Iola Lenzi, PhD, is a Singapore curator and historian of Southeast Asian contemporary art. She is a specialist of Vu Dan Tan, has published extensively on early contemporary art in 1990s Hanoi, and researches connections between Southeast Asian contemporary art and regional social-political evolutions. She teaches Southeast Asian modern and contemporary art history, as well as curatorial methods in the School of Humanities, Nanyang Technological University, Singapore. Her most recent book is Power, Politics and the Street: Contemporary Art in Southeast Asia after 1970 (Lund Humphries UK, 2024).
ABOUT 10 CHANCERY LANE GALLERY
Established in 2001, when Hong Kong’s art scene was burgeoning, Katie de Tilly started 10 Chancery Lane Gallery.
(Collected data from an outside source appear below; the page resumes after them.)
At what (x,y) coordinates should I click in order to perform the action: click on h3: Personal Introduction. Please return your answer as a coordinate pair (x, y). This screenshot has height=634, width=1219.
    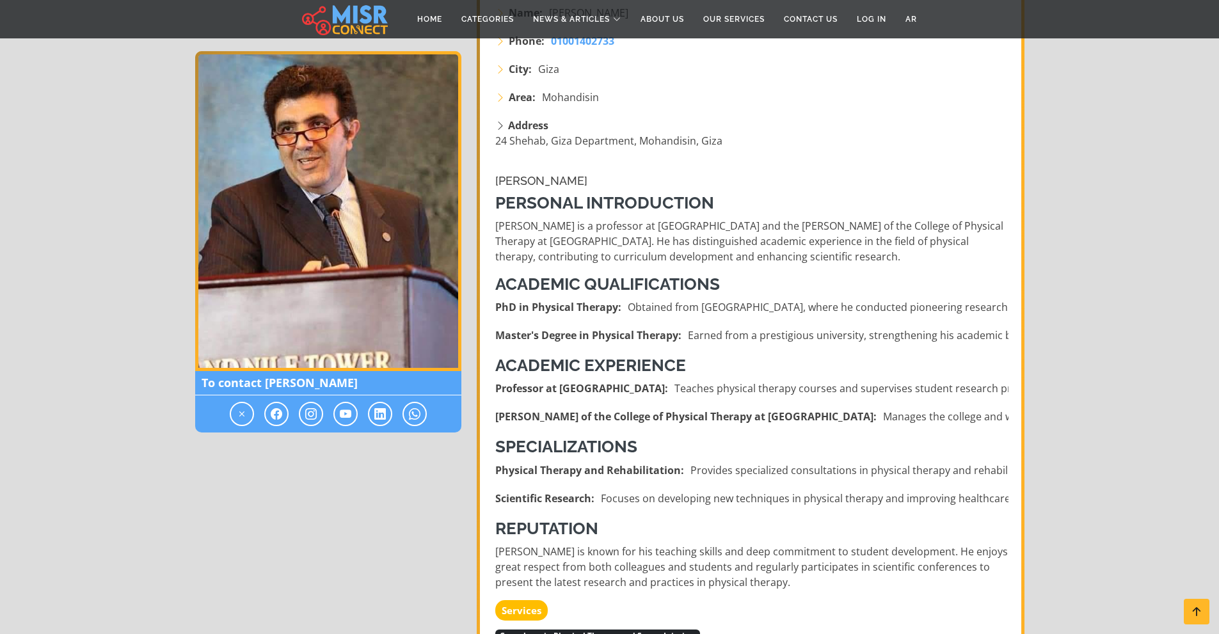
    Looking at the image, I should click on (752, 203).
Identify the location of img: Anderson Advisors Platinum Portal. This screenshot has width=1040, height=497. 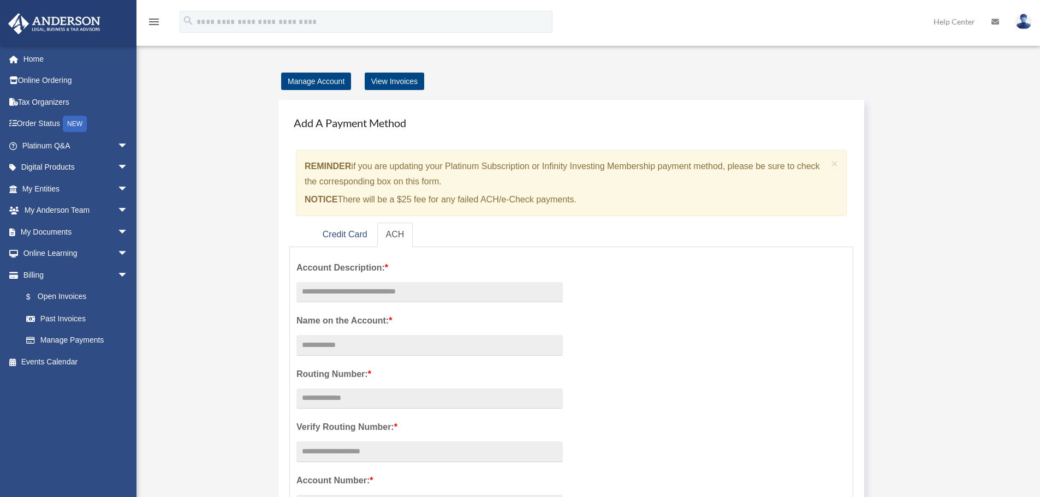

Along the back wall of the, then running, Victoria Prison, now the buzzing Tai Kwun Heritage and Cultural site, the little walking lane opened into a gallery specializing in contemporary art from the Asia-Pacific. Over the past 23 years, 10 Chancery Lane has worked with some of the region’s great artists, curators, and museums. The gallery’s motto still stands: “We are committed to giving a breath of fresh air to the Hong Kong art scene by bringing works that can expand horizons, open minds, and view the world, and life in general, through varying eyes, ideas, and souls. Art is not just decoration for our walls but a connection with our deep inner selves and the world around us.”